The victim said he had gotten into an altercation with Lawson-Gregg’s girlfriend, Shayna McCrae, with whom he works, about a week prior to the stabbing. The altercation resulted in the victim being suspended from work for three days.   

On the stand, the victim said he didn’t call McCrae an expletive, but rather “a heifer.”

The victim exited the vehicle and started arguing with Lawson-Gregg and then the unidentified man swung at the victim.

Following a scuffle, which included McCrae, the fight broke up, according to the victim, and both parties went their separate ways — until the victim said, “I bet you didn’t expect that from a small [expletive.]”

After that remark, the victim said McCrae confronted him; he then “mugged” McCrae by pushing her away by her face, at which point he said Lawson-Gregg stabbed him.

“I didn’t know what to think … it didn’t register in my mind at first,” the victim testified. “I yelled, ‘They’re cutting me, they got a knife, they got a knife, somebody get help.”

Walko asked the victim to show his wounds to the court; defense attorney Joseph Green II objected, saying it was prejudicial, but the objection was overruled.

The victim lifted his shirt and revealed several pieces of gauze all over his body, as well as several fresh silver staples placed in a vertical line near his belly button.

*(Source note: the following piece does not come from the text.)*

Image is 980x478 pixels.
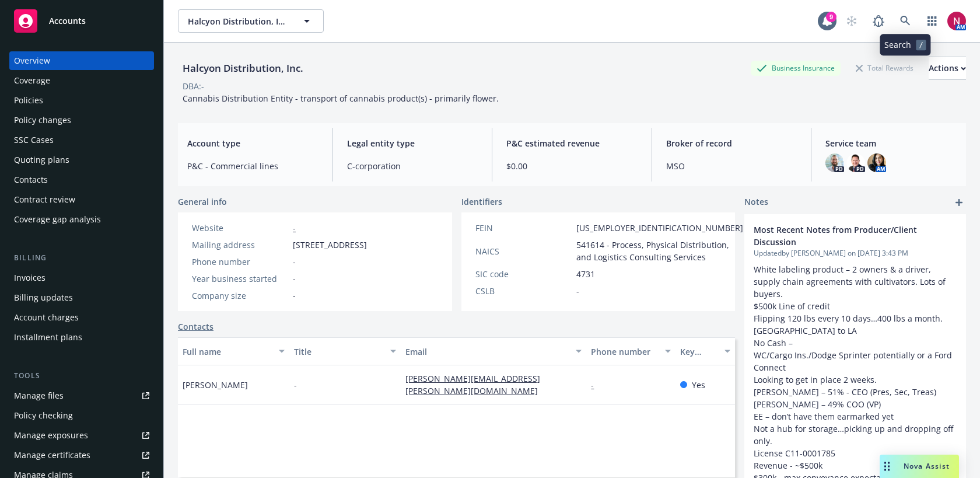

Abington Detective Robert Wilsbach, a witness, reading from the affidavit, said that the victim was stabbed in the: 

  • right scapula
  • mid back, which cut an artery and required a ligation
  • left lower abdomen
  • left anterior chest wall, which caused a hemothorax
  • right thoracotomy, which caused a pneumothorax
  • right knee

The victim was in surgery for six hours and lost a liter of blood during surgery, according Wilsbach, who said he spoke with Abington Memorial Hospital health professionals regarding the victim’s injuries.